CrowdStrike reported an 89% increase in AI-enabled attacks
CrowdStrike reported an 89% increase in AI-enabled attacks.
AI-accelerated phishing and automated reconnaissance are the main use cases.
CrowdStrike published the "2026 Global Threat Report," detailing how adversaries use GenAI and how they attack AI.
Highlights:
- GenAI at scale for social engineering: fake personas, translated lures, and more credible recruiting and influence activity.
- AI inside tooling and malware development: actors using WormGPT models to accelerate development, plus malware that uses LLMs for reconnaissance and collection.
- AI systems targeted directly: exploitation of Langflow (CVE-2025-3248) and a malicious MCP server ("postmark-mcp") that forwarded emails to attacker-controlled addresses.
- Prompt injection in the wild: hidden prompt content embedded in phishing emails to disrupt AI-based triage.
- 40% of vulnerabilities exploited by China-nexus adversaries in 2025 targeted internet-facing edge devices.
- China-nexus activity rose 38% YoY overall. Logistics targeting +85%, telecom +30%, financial services +20%. Newly disclosed vulnerabilities are weaponized within 2 to 6 days.
My take:
- It's no surprise that threat actors use AI. Frontier labs know it and respond with KYC and misuse detection.
- Serious operators will switch to OSS models for better control over their stack. OSS models are getting good enough.
- Cloud providers should expect an increase in GPU/TPU abuse, as actors' economics and habits favor cheap or free tokens.
- People are installing OpenClaw in corporate environments. CrowdStrike's 2027 Global Threat Report will likely be full of OC compromises.
- The 93% of businesses that said they understand AI risks "quite well" or "very well" should read CrowdStrike's report.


● **Task to complete**
Each record below should be printed exactly as it was written.
*** Records supplied
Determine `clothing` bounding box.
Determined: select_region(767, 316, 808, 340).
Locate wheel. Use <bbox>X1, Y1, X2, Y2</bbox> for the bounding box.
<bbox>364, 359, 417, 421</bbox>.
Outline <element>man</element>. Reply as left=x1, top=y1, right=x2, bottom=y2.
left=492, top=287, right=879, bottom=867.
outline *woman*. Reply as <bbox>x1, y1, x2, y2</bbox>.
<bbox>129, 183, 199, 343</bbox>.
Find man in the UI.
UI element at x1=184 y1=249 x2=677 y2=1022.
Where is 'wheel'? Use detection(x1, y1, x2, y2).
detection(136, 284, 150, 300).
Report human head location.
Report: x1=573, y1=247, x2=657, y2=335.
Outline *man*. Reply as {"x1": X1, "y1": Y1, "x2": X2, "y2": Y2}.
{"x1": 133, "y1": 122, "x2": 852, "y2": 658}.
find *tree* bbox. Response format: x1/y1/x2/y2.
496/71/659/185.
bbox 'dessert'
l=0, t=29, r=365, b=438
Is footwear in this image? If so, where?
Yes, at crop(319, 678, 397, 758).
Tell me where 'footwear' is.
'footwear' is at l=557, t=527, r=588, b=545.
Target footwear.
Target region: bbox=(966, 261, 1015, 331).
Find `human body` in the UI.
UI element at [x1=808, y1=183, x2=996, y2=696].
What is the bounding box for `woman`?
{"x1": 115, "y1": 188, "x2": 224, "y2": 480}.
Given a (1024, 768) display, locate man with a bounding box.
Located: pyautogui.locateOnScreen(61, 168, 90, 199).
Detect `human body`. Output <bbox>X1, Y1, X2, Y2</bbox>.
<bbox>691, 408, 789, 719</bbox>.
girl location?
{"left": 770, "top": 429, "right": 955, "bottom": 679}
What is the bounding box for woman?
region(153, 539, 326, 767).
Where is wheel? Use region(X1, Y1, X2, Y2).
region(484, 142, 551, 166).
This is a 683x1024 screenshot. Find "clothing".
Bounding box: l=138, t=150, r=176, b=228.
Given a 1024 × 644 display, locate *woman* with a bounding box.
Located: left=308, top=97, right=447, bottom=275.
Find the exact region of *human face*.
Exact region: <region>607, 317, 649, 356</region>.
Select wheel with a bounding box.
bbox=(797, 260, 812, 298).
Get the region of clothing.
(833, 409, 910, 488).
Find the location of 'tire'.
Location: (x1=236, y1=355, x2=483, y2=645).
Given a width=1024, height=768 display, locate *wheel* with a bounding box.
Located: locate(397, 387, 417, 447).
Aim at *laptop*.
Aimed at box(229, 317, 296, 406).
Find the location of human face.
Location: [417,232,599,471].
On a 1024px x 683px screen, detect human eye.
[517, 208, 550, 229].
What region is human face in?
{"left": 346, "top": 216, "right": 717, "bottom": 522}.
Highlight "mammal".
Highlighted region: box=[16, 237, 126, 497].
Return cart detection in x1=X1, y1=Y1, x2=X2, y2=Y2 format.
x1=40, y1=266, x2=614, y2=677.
******
● **Response to the task**
Determine `clothing` bounding box.
Determined: select_region(767, 316, 808, 340).
Locate wheel. Use <bbox>X1, Y1, X2, Y2</bbox> for the bounding box.
<bbox>364, 359, 417, 421</bbox>.
Outline <element>man</element>. Reply as left=x1, top=y1, right=x2, bottom=y2.
left=492, top=287, right=879, bottom=867.
outline *woman*. Reply as <bbox>x1, y1, x2, y2</bbox>.
<bbox>129, 183, 199, 343</bbox>.
Find man in the UI.
UI element at x1=184 y1=249 x2=677 y2=1022.
Where is 'wheel'? Use detection(x1, y1, x2, y2).
detection(136, 284, 150, 300).
Report human head location.
Report: x1=573, y1=247, x2=657, y2=335.
Outline *man*. Reply as {"x1": X1, "y1": Y1, "x2": X2, "y2": Y2}.
{"x1": 133, "y1": 122, "x2": 852, "y2": 658}.
find *tree* bbox. Response format: x1/y1/x2/y2.
496/71/659/185.
bbox 'dessert'
l=0, t=29, r=365, b=438
Is footwear in this image? If so, where?
Yes, at crop(319, 678, 397, 758).
Tell me where 'footwear' is.
'footwear' is at l=557, t=527, r=588, b=545.
Target footwear.
Target region: bbox=(966, 261, 1015, 331).
Find `human body` in the UI.
UI element at [x1=808, y1=183, x2=996, y2=696].
What is the bounding box for `woman`?
{"x1": 115, "y1": 188, "x2": 224, "y2": 480}.
Given a (1024, 768) display, locate man with a bounding box.
Located: pyautogui.locateOnScreen(61, 168, 90, 199).
Detect `human body`. Output <bbox>X1, Y1, X2, Y2</bbox>.
<bbox>691, 408, 789, 719</bbox>.
girl location?
{"left": 770, "top": 429, "right": 955, "bottom": 679}
What is the bounding box for woman?
region(153, 539, 326, 767).
Where is wheel? Use region(X1, Y1, X2, Y2).
region(484, 142, 551, 166).
This is a 683x1024 screenshot. Find "clothing".
Bounding box: l=138, t=150, r=176, b=228.
Given a 1024 × 644 display, locate *woman* with a bounding box.
Located: left=308, top=97, right=447, bottom=275.
Find the exact region of *human face*.
Exact region: <region>607, 317, 649, 356</region>.
Select wheel with a bounding box.
bbox=(797, 260, 812, 298).
Get the region of clothing.
(833, 409, 910, 488).
Find the location of 'tire'.
Location: (x1=236, y1=355, x2=483, y2=645).
Given a width=1024, height=768 display, locate *wheel* with a bounding box.
Located: locate(397, 387, 417, 447).
Aim at *laptop*.
Aimed at box(229, 317, 296, 406).
Find the location of human face.
Location: [417,232,599,471].
On a 1024px x 683px screen, detect human eye.
[517, 208, 550, 229].
What region is human face in?
{"left": 346, "top": 216, "right": 717, "bottom": 522}.
Highlight "mammal".
Highlighted region: box=[16, 237, 126, 497].
Return cart detection in x1=X1, y1=Y1, x2=X2, y2=Y2 format.
x1=40, y1=266, x2=614, y2=677.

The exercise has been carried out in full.